English Dictionary

OGLE

Pronunciation (US): Play  (GB): Play

IPA (US): 

 Dictionary entry overview: What does ogle mean? 

OGLE (verb)
  The verb OGLE has 1 sense:

1. look at with amorous intentionsplay

  Familiarity information: OGLE used as a verb is very rare.


 Dictionary entry details 


OGLE (verb)

 Conjugation: 
Present simple: I / you / we / they ogle  Listen to US pronunciation  Listen to GB pronunciation ... he / she / it ogles  Listen to US pronunciation  Listen to GB pronunciation
Past simple: ogled  Listen to US pronunciation  Listen to GB pronunciation
Past participle: ogled  Listen to US pronunciation  Listen to GB pronunciation
-ing form: ogling  Listen to US pronunciation  Listen to GB pronunciation


Sense 1

Meaning:

Look at with amorous intentions

Classified under:

Verbs of seeing, hearing, feeling

Hypernyms (to "ogle" is one way to...):

look (perceive with attention; direct one's gaze towards)

Sentence frames:

Somebody ----s something
Somebody ----s somebody

Sentence example:

Sam cannot ogle Sue

Derivation:

ogler (a viewer who gives a flirtatious or lewd look at another person)


 Context examples 


This lady—dressed in an off-hand, easy style; bringing her nose and her forefinger together, with the difficulty I have described; standing with her head necessarily on one side, and, with one of her sharp eyes shut up, making an uncommonly knowing face—after ogling Steerforth for a few moments, broke into a torrent of words.

(David Copperfield, by Charles Dickens)

I was still looking at the doorway, thinking that Miss Mowcher was a long while making her appearance, when, to my infinite astonishment, there came waddling round a sofa which stood between me and it, a pursy dwarf, of about forty or forty-five, with a very large head and face, a pair of roguish grey eyes, and such extremely little arms, that, to enable herself to lay a finger archly against her snub nose, as she ogled Steerforth, she was obliged to meet the finger half-way, and lay her nose against it.

(David Copperfield, by Charles Dickens)

Though she was just as sharp that day as on the day before, and was in and out about the donkeys just as often, and was thrown into a tremendous state of indignation, when a young man, going by, ogled Janet at a window (which was one of the gravest misdemeanours that could be committed against my aunt's dignity), she seemed to me to command more of my respect, if not less of my fear.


Output each record below exactly. No images go in the copy.
-- Material to process follows --
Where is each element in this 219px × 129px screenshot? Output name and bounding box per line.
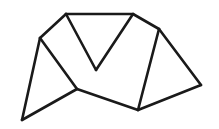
edge-H-G	[22, 89, 77, 120]
edge-F-D	[138, 29, 159, 110]
edge-D-E	[159, 29, 201, 85]
edge-B-H	[22, 38, 40, 120]
edge-A-B	[40, 14, 66, 38]
edge-G-F	[77, 89, 138, 110]
edge-V-C	[96, 14, 133, 70]
edge-C-D	[133, 14, 159, 29]
edge-B-G	[40, 38, 77, 89]
edge-E-F	[138, 85, 201, 110]
geometric-figure	[0, 0, 219, 129]
edge-A-V	[66, 14, 96, 70]
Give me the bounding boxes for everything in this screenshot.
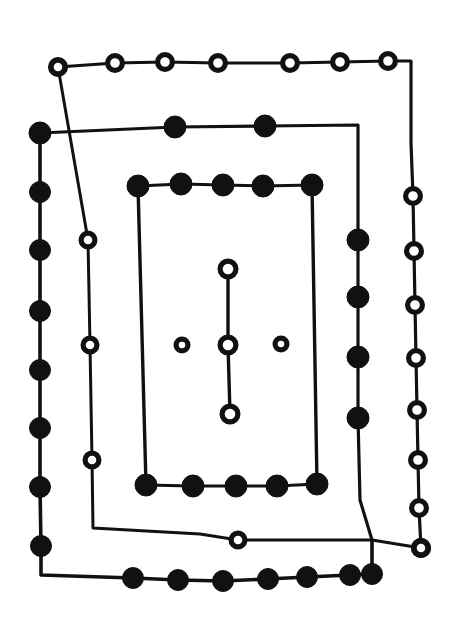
node-open [81, 233, 95, 247]
node-filled [123, 568, 144, 589]
node-filled [301, 174, 323, 196]
node-filled [182, 475, 204, 497]
node-open [176, 339, 188, 351]
node-open [410, 403, 425, 418]
node-open [408, 298, 423, 313]
node-filled [347, 229, 369, 251]
node-open [222, 406, 238, 422]
node-filled [170, 173, 192, 195]
node-open [108, 56, 123, 71]
node-open [51, 60, 65, 74]
node-open [411, 453, 426, 468]
node-filled [362, 564, 383, 585]
node-filled [31, 536, 52, 557]
node-filled [213, 571, 234, 592]
node-open [409, 351, 424, 366]
figure-root [0, 0, 459, 641]
node-filled [29, 122, 51, 144]
node-filled [30, 240, 51, 261]
node-open [283, 56, 298, 71]
node-open [275, 338, 287, 350]
node-filled [127, 175, 149, 197]
node-open [406, 189, 421, 204]
node-filled [258, 569, 279, 590]
node-filled [212, 174, 234, 196]
node-filled [347, 407, 369, 429]
node-open [333, 55, 348, 70]
node-filled [252, 175, 274, 197]
node-filled [30, 360, 51, 381]
node-filled [347, 286, 369, 308]
node-filled [347, 346, 369, 368]
node-filled [254, 115, 276, 137]
node-filled [164, 116, 186, 138]
node-filled [30, 182, 51, 203]
node-filled [30, 477, 51, 498]
node-open [220, 261, 236, 277]
node-open [211, 56, 226, 71]
node-filled [340, 565, 361, 586]
node-filled [135, 474, 157, 496]
node-filled [266, 475, 288, 497]
node-open [83, 338, 97, 352]
node-open [231, 533, 245, 547]
node-open [414, 541, 428, 555]
node-open [381, 54, 396, 69]
node-filled [306, 473, 328, 495]
node-open [412, 501, 427, 516]
node-open [85, 453, 99, 467]
node-filled [168, 570, 189, 591]
node-filled [297, 567, 318, 588]
node-open [158, 55, 173, 70]
node-filled [225, 475, 247, 497]
diagram-canvas [0, 0, 459, 641]
node-filled [30, 418, 51, 439]
node-open [220, 337, 236, 353]
node-filled [30, 301, 51, 322]
node-open [407, 244, 422, 259]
-- Material to process concluded --
- Result of this task:
Where is each element in this 219px × 129px screenshot? Output name and bounding box per line.
edge-H-G	[22, 89, 77, 120]
edge-F-D	[138, 29, 159, 110]
edge-D-E	[159, 29, 201, 85]
edge-B-H	[22, 38, 40, 120]
edge-A-B	[40, 14, 66, 38]
edge-G-F	[77, 89, 138, 110]
edge-V-C	[96, 14, 133, 70]
edge-C-D	[133, 14, 159, 29]
edge-B-G	[40, 38, 77, 89]
edge-E-F	[138, 85, 201, 110]
geometric-figure	[0, 0, 219, 129]
edge-A-V	[66, 14, 96, 70]
Give me the bounding boxes for everything in this screenshot.
node-open [81, 233, 95, 247]
node-filled [123, 568, 144, 589]
node-filled [301, 174, 323, 196]
node-filled [182, 475, 204, 497]
node-open [176, 339, 188, 351]
node-open [410, 403, 425, 418]
node-open [408, 298, 423, 313]
node-filled [347, 229, 369, 251]
node-open [222, 406, 238, 422]
node-filled [170, 173, 192, 195]
node-open [108, 56, 123, 71]
node-open [51, 60, 65, 74]
node-open [411, 453, 426, 468]
node-filled [362, 564, 383, 585]
node-filled [31, 536, 52, 557]
node-filled [213, 571, 234, 592]
node-open [409, 351, 424, 366]
figure-root [0, 0, 459, 641]
node-filled [29, 122, 51, 144]
node-filled [30, 240, 51, 261]
node-open [283, 56, 298, 71]
node-open [275, 338, 287, 350]
node-filled [127, 175, 149, 197]
node-open [406, 189, 421, 204]
node-filled [258, 569, 279, 590]
node-filled [212, 174, 234, 196]
node-filled [347, 407, 369, 429]
node-open [333, 55, 348, 70]
node-filled [252, 175, 274, 197]
node-filled [30, 360, 51, 381]
node-filled [347, 286, 369, 308]
node-filled [347, 346, 369, 368]
node-filled [254, 115, 276, 137]
node-filled [164, 116, 186, 138]
node-filled [30, 182, 51, 203]
node-filled [30, 477, 51, 498]
node-open [220, 261, 236, 277]
node-open [211, 56, 226, 71]
node-filled [340, 565, 361, 586]
node-filled [135, 474, 157, 496]
node-filled [266, 475, 288, 497]
node-open [83, 338, 97, 352]
node-open [231, 533, 245, 547]
node-open [414, 541, 428, 555]
node-open [381, 54, 396, 69]
node-filled [306, 473, 328, 495]
node-open [412, 501, 427, 516]
node-open [85, 453, 99, 467]
node-filled [168, 570, 189, 591]
node-filled [297, 567, 318, 588]
node-open [158, 55, 173, 70]
node-filled [225, 475, 247, 497]
diagram-canvas [0, 0, 459, 641]
node-filled [30, 418, 51, 439]
node-open [220, 337, 236, 353]
node-filled [30, 301, 51, 322]
node-open [407, 244, 422, 259]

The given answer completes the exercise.